Source data
BEGIN

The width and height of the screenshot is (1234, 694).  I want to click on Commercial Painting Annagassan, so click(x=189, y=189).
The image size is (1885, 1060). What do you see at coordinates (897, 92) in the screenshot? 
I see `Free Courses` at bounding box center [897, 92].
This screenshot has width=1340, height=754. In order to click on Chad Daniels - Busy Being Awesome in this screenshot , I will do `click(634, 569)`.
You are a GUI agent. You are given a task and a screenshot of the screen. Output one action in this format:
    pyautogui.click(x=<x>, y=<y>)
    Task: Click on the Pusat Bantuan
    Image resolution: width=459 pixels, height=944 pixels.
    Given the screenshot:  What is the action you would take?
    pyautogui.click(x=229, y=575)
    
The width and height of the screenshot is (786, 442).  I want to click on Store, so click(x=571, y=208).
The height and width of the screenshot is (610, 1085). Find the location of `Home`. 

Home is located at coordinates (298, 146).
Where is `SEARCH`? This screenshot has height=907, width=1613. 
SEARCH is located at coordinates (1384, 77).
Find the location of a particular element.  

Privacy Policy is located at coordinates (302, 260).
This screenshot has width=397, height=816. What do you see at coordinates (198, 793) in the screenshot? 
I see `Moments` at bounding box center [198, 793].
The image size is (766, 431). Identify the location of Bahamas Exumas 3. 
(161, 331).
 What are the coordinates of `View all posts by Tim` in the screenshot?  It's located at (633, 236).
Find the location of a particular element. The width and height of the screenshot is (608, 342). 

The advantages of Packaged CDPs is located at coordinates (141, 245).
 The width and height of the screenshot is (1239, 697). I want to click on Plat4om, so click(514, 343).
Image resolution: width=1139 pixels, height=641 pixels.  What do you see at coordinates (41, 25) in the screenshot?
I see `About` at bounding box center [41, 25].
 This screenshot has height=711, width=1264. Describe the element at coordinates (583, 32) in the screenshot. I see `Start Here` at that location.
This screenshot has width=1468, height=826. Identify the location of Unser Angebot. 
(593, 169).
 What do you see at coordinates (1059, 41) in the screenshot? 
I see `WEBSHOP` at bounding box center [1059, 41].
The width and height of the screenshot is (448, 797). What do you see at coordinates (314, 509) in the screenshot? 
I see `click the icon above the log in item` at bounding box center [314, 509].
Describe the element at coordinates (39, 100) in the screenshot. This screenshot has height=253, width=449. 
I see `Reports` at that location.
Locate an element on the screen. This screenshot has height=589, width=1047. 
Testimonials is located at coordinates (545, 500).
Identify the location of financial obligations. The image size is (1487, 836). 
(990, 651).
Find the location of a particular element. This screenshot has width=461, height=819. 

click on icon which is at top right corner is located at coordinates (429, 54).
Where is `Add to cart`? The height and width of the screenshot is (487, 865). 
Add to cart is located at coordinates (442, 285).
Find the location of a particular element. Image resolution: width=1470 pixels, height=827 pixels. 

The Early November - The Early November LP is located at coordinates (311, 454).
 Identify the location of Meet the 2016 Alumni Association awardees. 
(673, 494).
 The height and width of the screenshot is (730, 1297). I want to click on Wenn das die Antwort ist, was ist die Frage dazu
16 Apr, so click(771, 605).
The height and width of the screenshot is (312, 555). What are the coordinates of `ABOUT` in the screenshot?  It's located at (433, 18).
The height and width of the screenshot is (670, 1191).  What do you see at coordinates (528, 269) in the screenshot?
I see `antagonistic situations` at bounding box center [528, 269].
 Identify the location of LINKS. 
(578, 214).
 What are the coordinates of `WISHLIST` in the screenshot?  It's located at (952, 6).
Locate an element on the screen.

END

Instructions to follow → Copy range, inclusive: the line holding "Task: Click on the Pusat Bantuan" to the line holding "The width and height of the screenshot is (786, 442).". Reproduce exactly those lines of the records above and no others.

Task result →
    Task: Click on the Pusat Bantuan
    Image resolution: width=459 pixels, height=944 pixels.
    Given the screenshot:  What is the action you would take?
    pyautogui.click(x=229, y=575)
    
The width and height of the screenshot is (786, 442).  I want to click on Store, so click(x=571, y=208).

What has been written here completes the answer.